Writing emerged in a variety of different cultures in the Bronze age.
In the hieroglyphic, it is found that the point of meeting between the
two great classes of written characters, the ideographic and phonetic,
and, as it seems, there has been some light thrown on their mutual
relation, and the manner in which the one arose, or, at least, may have
arisen, out of the other. It has been affirmed, indeed, that the two
kinds of writing are so entirely distinct that it is impossible to
entertain the idea of a historical relationship between them. But the
fact is, that in the hieroglyphic that such a relationship is already
established. No nation which had made any considerable advance towards
civilization remained satisfied with a pictorial or symbolic writing,
more particularly if it be disposed to cultivate to any extent
intercourse with other nations. To represent by means of such a method
of writing foreign words and names is a matter of the utmost
difficulty; and it is not improbable that the origin of the phonetic
writing may be traced to the intercourse of nations speaking different
languages. Thus compelled to employ ideographic characters phonetically
in writing foreign words.

From this, there is but a step to the discovery of an alphabet, viz.
the employment of the same sign to represent not the combination of
sounds forming the word, but the initial sound. It is true such
correspondence cannot be traced through the whole of the phonetic
alphabet.
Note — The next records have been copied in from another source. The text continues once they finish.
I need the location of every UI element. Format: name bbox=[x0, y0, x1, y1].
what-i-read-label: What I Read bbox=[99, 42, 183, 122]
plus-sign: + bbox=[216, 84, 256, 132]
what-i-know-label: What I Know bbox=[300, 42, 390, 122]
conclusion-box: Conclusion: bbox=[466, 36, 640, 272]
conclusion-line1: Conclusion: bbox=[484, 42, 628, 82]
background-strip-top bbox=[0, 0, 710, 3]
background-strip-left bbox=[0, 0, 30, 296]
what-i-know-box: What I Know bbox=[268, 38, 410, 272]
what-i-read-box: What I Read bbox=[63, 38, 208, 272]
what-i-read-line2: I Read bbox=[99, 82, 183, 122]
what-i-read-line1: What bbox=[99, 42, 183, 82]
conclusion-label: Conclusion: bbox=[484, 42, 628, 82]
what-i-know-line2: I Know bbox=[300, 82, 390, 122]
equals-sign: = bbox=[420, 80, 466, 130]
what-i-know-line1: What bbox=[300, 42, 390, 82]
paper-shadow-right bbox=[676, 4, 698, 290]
But when considering how very imperfect is the knowledge
which even the most distinguished scholars possess of the ancient
language, it is fully warranted in putting aside this negative
evidence, and receiving the hypothesis just mentioned (such as that of
Champollion with the ancient Egyptian language), as furnishing a very
probable explanation of the origin of what may be called the alphabet.
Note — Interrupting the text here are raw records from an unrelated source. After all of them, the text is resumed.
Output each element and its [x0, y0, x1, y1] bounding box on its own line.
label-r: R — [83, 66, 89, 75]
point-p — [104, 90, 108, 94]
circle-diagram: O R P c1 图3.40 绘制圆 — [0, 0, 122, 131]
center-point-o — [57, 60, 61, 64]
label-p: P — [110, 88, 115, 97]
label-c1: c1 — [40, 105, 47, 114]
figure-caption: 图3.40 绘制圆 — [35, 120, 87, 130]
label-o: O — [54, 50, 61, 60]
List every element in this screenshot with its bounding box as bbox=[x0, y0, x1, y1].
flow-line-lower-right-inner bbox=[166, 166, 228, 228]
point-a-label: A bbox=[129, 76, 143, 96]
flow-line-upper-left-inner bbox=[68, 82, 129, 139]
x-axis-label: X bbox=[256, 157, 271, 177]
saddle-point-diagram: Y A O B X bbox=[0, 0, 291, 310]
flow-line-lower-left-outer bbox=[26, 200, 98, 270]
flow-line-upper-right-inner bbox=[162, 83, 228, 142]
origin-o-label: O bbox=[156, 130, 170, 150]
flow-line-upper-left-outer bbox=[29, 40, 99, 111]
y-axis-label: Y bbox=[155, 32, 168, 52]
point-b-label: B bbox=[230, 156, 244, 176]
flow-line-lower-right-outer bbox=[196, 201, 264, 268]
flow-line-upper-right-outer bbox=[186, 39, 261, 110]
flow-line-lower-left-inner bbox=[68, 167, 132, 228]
The Ge'ez writing system of Ethiopia is considered Semitic. It is
likely to be of semi-independent origin, having roots in the Meroitic
Sudanese ideogram system. The Chinese script likely developed
independently of the Middle Eastern scripts, around 1600 BC. The
pre-Columbian Mesoamerican writing systems (including among others
Olmec and Maya scripts) are also generally believed to have had
independent origins. It is thought that the first true alphabetic
writing appeared around 2000 BC, as a representation of language
developed for Semitic slaves in Egypt by Egyptians (see History of the
alphabet). Most other alphabets in the world today either descended
from this one innovation, many via the Phoenician alphabet, or were
directly inspired by its design. In the case of Italy, about 500 years
passed from the early Old Italic alphabet to Plautus (750 to 250 BC),
and in the case of the Germanic peoples, the corresponding time span is
again similar, from the first Elder Futhark inscriptions to early texts
like the Abrogans (ca. 200 to 750 CE).